Sakhalin Korean family members file for compensation

Posted on : 2012-08-07 14:50 KST Modified on : 2012-08-07 14:50 KST
Relatives caught in Cold War politics were left without South Korean nationality
 Russia
Russia

By Park Tae-woo, staff reporter

Family members of Koreans drafted as laborers on Sakhalin Island during Japanese colonial rule have filed suit against the state to demand compensation.

Meanwhile, a suit was also filed to confirm the citizenship of a child of mobilization victims who lacked nationality due to Soviet-era policy.

MINBYUN, or Lawyers for a Democratic Society, and the public interest lawyers’ group Gong-Gam announced Monday that 37 surviving family members of Sakhalin Koreans had filed suit with Seoul Administrative Court, asking for compensation from the Commission on Verification and Support for the Victims of Forced Mobilization under Japanese Colonialism in Korea.

The individuals in question previously applied to the commission for legal compensation to mobilization victims. But their claims were dismissed, either because they did not possess South Korean nationality or because the victims had died after Sept. 30, 1990.

According to a special law enacted in 2010, compensation is only payable for people who died before 1990, the year diplomatic relations were established between South Korea and the Soviet Union, and non-South Koreans cannot apply. As a result, the victims’ children, who were forced to take Russian citizenship for economic reasons, are not entitled to any benefits.

In their complaint, the plaintiffs said, “The inability of Sakhalin Koreans to obtain South Korean citizenship is a matter stemming from Cold War-era diplomatic issues and the evasion of responsibility by the South Korean and Japanese governments, and cannot be passed off as the responsibility of the Sakhalin Koreans themselves.”

They also said it was in violation of constitutionally guaranteed equality to make distinctions in compensation payouts according to citizenship and time of death.

“The special law was based on armchair theories, without any practical consideration of why Sakhalin Koreans could not go home or recover their South Korean nationality,” they said.

“The standards for discrimination are arbitrary and in violation of the obligation to protect citizens overseas and the Constitutional spirit.”

Meanwhile, a 58-year-old identified as Kim filed suit with Seoul Administrative Court to have their nationality recognized. Kim was acting on the wishes of parents who were taken to Sakhalin Island in 1924 through forcible mobilization.

“According to a temporary ordinance for nationality enacted by the South Korean transitional government in 1948, because I was born to parents who became South Korean citizens with the enactment of the National Act, I obtained South Korean citizenship at birth,” Kim said.

The book “The Road Home Is the Road of Life,” a collection of letters by Sakhalin Koreans, includes a passage reading, “If two people were both drafted, the one who has South Korean citizenship gets compensation, while one with this country’s citizenship doesn’t. Does that make any sense? Do they think we’re Russian citizens because that’s what we wanted?”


EXERCISE INSTRUCTIONS: Search the entries for the word "Jobs". Copy every line where it turns up.

[Items from an interface collection]
***

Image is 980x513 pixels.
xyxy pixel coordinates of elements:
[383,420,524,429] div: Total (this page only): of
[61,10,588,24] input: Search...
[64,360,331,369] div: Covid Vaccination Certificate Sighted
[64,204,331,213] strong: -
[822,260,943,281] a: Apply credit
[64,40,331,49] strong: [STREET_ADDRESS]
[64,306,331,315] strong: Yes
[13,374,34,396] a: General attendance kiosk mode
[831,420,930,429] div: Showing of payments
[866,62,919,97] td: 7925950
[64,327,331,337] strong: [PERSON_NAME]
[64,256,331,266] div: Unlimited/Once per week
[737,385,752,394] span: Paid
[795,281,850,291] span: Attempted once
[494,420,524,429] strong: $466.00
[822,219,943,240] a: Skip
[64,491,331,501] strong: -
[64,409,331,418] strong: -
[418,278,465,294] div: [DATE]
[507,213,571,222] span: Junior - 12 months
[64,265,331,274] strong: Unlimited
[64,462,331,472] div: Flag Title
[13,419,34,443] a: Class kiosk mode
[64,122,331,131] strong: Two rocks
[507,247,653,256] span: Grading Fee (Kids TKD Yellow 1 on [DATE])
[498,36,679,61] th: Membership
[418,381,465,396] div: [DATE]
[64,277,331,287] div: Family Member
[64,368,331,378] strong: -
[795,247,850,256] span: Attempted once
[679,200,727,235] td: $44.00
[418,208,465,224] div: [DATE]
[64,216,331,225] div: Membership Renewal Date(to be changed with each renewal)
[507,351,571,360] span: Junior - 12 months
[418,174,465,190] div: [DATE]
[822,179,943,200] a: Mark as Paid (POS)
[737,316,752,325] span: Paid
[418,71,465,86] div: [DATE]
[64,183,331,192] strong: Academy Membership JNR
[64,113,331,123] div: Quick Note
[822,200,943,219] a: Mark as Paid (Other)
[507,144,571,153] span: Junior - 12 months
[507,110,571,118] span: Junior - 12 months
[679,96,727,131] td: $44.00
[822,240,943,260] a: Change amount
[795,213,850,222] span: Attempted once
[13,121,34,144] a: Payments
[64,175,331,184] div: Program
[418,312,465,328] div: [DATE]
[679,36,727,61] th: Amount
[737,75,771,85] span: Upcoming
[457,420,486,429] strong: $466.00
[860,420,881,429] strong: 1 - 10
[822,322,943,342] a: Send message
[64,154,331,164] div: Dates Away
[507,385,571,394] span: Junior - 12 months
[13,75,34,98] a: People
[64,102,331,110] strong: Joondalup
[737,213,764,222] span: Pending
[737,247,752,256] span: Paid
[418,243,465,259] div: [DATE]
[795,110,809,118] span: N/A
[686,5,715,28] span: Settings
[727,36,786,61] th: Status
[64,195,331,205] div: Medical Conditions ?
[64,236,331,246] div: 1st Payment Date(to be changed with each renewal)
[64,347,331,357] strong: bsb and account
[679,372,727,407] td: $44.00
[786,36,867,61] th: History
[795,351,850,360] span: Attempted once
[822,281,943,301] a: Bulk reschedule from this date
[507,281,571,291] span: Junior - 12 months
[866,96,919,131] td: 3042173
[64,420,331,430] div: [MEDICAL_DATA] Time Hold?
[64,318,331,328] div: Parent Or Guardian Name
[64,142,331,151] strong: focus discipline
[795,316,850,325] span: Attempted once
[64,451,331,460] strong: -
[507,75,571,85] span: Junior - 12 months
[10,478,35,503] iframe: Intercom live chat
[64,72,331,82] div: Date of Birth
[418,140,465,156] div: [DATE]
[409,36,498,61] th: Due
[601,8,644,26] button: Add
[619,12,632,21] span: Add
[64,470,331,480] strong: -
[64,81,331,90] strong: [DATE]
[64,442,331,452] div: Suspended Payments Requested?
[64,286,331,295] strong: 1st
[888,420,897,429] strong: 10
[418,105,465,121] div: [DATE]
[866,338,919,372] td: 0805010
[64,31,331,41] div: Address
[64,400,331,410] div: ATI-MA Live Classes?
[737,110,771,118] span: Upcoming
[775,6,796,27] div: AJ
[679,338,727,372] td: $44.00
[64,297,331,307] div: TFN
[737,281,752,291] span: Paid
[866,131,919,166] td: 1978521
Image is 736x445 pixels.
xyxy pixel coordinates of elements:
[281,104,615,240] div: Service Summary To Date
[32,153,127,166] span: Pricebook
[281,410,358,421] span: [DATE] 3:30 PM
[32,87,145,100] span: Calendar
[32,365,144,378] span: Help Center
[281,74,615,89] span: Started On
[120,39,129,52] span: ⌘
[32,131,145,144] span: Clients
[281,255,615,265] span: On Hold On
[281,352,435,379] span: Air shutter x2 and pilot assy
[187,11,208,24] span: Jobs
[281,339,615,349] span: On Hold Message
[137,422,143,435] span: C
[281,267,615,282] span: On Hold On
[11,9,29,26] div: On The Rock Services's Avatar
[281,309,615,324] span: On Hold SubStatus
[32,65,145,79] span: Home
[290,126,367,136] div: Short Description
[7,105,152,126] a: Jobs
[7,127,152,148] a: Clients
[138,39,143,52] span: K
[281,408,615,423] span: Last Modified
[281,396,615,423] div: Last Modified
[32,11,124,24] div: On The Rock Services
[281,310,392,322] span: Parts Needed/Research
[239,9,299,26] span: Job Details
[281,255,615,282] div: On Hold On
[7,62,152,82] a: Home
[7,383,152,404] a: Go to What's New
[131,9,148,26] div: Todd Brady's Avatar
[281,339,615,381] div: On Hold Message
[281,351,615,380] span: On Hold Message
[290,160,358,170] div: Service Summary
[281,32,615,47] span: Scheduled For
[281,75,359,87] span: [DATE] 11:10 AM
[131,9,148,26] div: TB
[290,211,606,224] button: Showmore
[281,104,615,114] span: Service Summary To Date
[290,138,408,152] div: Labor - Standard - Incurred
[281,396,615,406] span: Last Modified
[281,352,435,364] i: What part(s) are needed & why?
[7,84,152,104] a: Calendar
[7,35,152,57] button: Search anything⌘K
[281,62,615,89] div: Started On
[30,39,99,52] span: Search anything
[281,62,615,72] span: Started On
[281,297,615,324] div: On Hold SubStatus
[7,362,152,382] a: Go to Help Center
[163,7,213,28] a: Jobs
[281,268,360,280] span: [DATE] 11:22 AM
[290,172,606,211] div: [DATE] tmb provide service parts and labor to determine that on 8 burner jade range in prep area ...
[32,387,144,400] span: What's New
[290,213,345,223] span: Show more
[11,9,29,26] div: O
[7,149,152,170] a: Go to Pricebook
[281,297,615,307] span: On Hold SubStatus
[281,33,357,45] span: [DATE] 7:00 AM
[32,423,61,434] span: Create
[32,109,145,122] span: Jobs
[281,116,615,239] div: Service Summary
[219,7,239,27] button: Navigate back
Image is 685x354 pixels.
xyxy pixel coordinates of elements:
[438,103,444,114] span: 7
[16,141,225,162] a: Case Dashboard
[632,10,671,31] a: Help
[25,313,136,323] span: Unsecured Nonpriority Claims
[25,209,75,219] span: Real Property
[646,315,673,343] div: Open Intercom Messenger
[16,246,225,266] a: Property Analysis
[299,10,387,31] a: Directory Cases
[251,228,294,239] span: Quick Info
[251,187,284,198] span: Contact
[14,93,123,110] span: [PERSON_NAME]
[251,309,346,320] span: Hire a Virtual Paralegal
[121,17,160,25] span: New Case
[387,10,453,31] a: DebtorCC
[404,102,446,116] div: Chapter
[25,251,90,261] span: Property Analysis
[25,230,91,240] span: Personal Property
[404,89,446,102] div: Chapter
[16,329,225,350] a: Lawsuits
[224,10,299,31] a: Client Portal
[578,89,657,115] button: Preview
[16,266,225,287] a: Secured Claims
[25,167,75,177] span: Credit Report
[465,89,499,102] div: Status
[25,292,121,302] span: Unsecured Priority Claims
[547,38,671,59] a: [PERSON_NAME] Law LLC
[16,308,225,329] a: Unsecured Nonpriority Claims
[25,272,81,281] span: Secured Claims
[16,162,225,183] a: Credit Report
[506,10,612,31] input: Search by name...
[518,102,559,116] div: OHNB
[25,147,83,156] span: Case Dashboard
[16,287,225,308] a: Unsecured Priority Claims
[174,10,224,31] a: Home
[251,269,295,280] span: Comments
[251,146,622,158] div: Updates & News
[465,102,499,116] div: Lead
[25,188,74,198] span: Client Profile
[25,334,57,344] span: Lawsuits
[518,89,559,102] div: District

***

PROBLEM SOLUTION:
[187,11,208,24] span: Jobs
[7,105,152,126] a: Jobs
[163,7,213,28] a: Jobs
[32,109,145,122] span: Jobs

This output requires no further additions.